Jesper Hoiland, senior vice president of Novo Nordisk, the world’s
biggest maker of drugs to treat the disease, said the number of people
with diabetes in Vietnam was expected to climb higher as the country’s
economy continues to grow — and as more people adopt modern, urban
lifestyles.
“We are going to see a real pandemic in Vietnam in the coming years,” he said.
The International Diabetes Federation, a group that keeps statistics on
the disease, calculates that 371 million people were afflicted with
diabetes worldwide last year. Four out of five people with the disease
live in poor or middle-income countries like Egypt, Guyana or Vietnam,
the federation said.
“In today’s world, many more people are dying from overeating than from starvation,” Mr. Hoiland said.

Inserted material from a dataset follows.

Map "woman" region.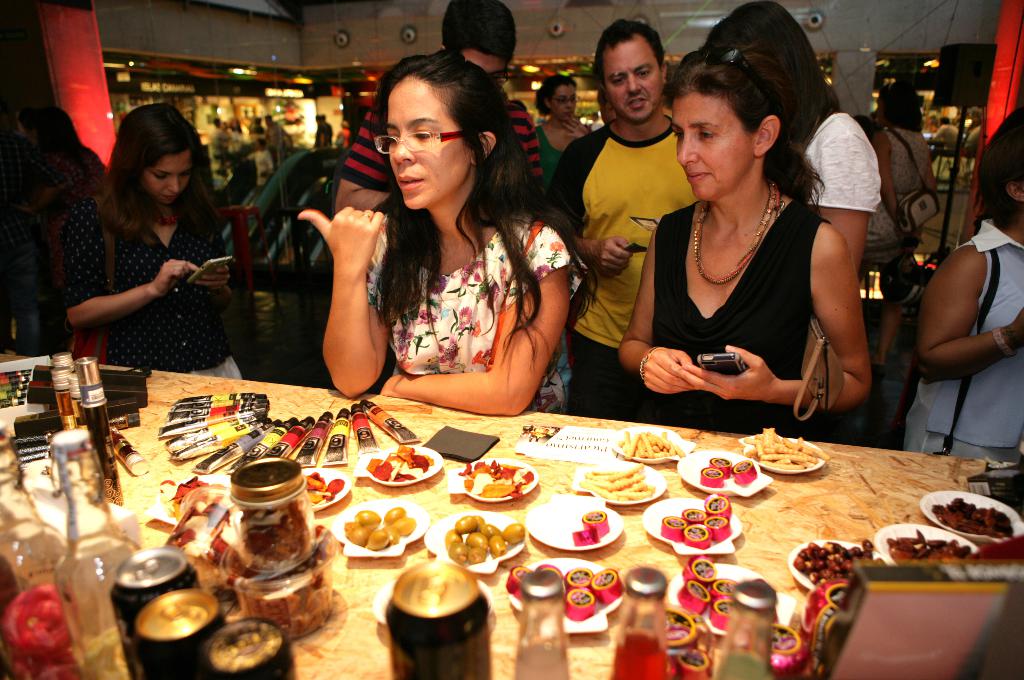
Mapped to (x1=43, y1=101, x2=243, y2=379).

Among the most severely affected are Pacific Islanders, where diabetes
rates can go as high as nearly one-third of the population, as is the
case in the tiny island of Nauru in Micronesia. Arab countries also have
very high rates, according to data published by the federation. Nearly a
quarter of the adult population in Saudi Arabia has diabetes, according
to the data.
Diabetes affects the body’s ability to manage sugar and can be brought under control with exercise, changes in diet and, ultimately, injections of insulin to regulate blood sugar levels.
But symptoms, which include frequent thirst and urination and weight
loss, often develop slowly, experts say, and many people have the
disease for years without knowing it, especially in countries where
health care systems are rudimentary.
The reason for the disparity in diabetes rates among nations — and among
ethnic groups within nations — is related to genetic predisposition,
diet and exercise, or lack of it, experts say.

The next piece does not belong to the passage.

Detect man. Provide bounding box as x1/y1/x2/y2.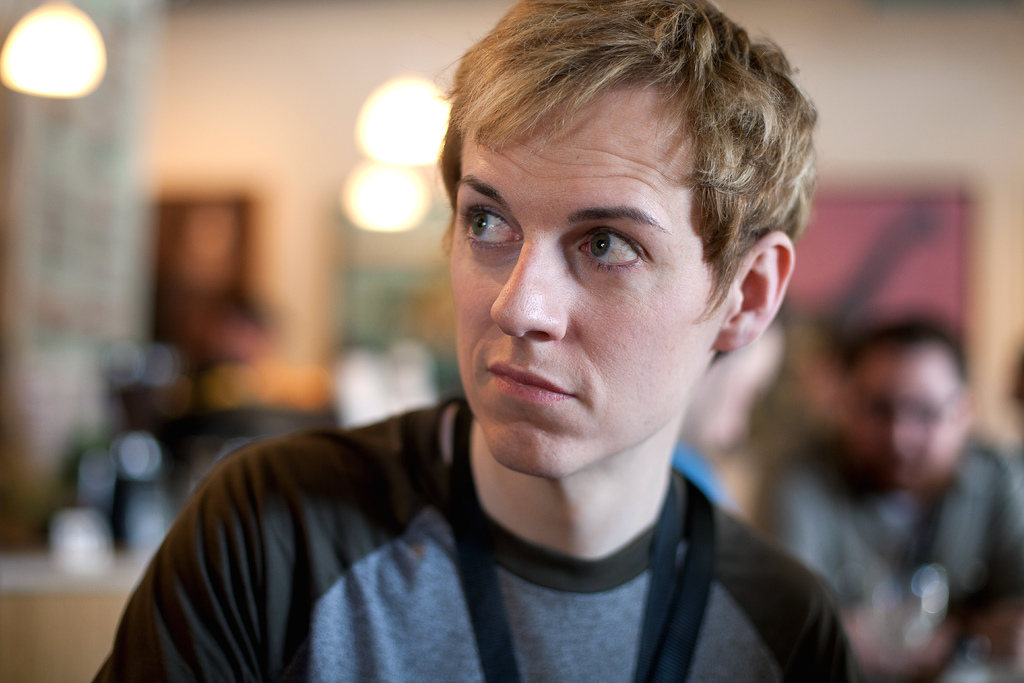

But doctors in Vietnam say the spike in diabetes has not been fully explained.
“Our patients are not obese. Some are very thin,” said Dr. Khanh.
Because of different body types, the threshold of what is considered
obese is lower in Asia than in the West — obese patients in Asia can
appear only mildly overweight by Western standards. But that still does
not explain many of the cases he sees, Dr. Khanh said.
During a reporter’s visit, a 26-year-old woman in skinny jeans and a
plaid shirt, Lam Loc Mui, was diagnosed with diabetes.
Ms. Mui, who was born in the provinces but works as a dental assistant
in Ho Chi Minh City, is rail thin with a 27-inch waist.
“This came as a real shock,” she said. “I rarely eat sweet things.”
Dr. Khanh speculated that she could fall into the category of what
experts call the “migratory effect.” Ms. Mui worked on a farm when she
was young. Now in the city, she walks very little and exercises almost
never.
Hans Duijf, the head of operations for Novo Nordisk in Thailand, said
some patients who had grown up in the countryside become diabetic after a
move to an urban environment with marginal changes to their diets.
“If your body is programmed to live off of very little food you have a
much higher chance of getting diabetes with relatively small changes in
lifestyle,” he said.
Dr. Khue, the diabetes researcher, said another factor might be exposure
to chemicals and pollution. Not enough studies have been done into
their effects, she said.
None of those theories were comforting to Phu Thi Hong Thuy, a
48-year-old diabetic who sat in the ward listening to a doctor discuss
with a reporter the possible causes of her condition.
Several weeks earlier, Ms. Thuy had brushed against the closet in her home and cut herself.
“I didn’t think it was that severe,” she said. But when she arrived at the hospital, doctors decided to amputate.
“I’m still dreaming that I still have my leg,” she said. “Sometimes I feel my leg itching — but when I look, it’s not there.”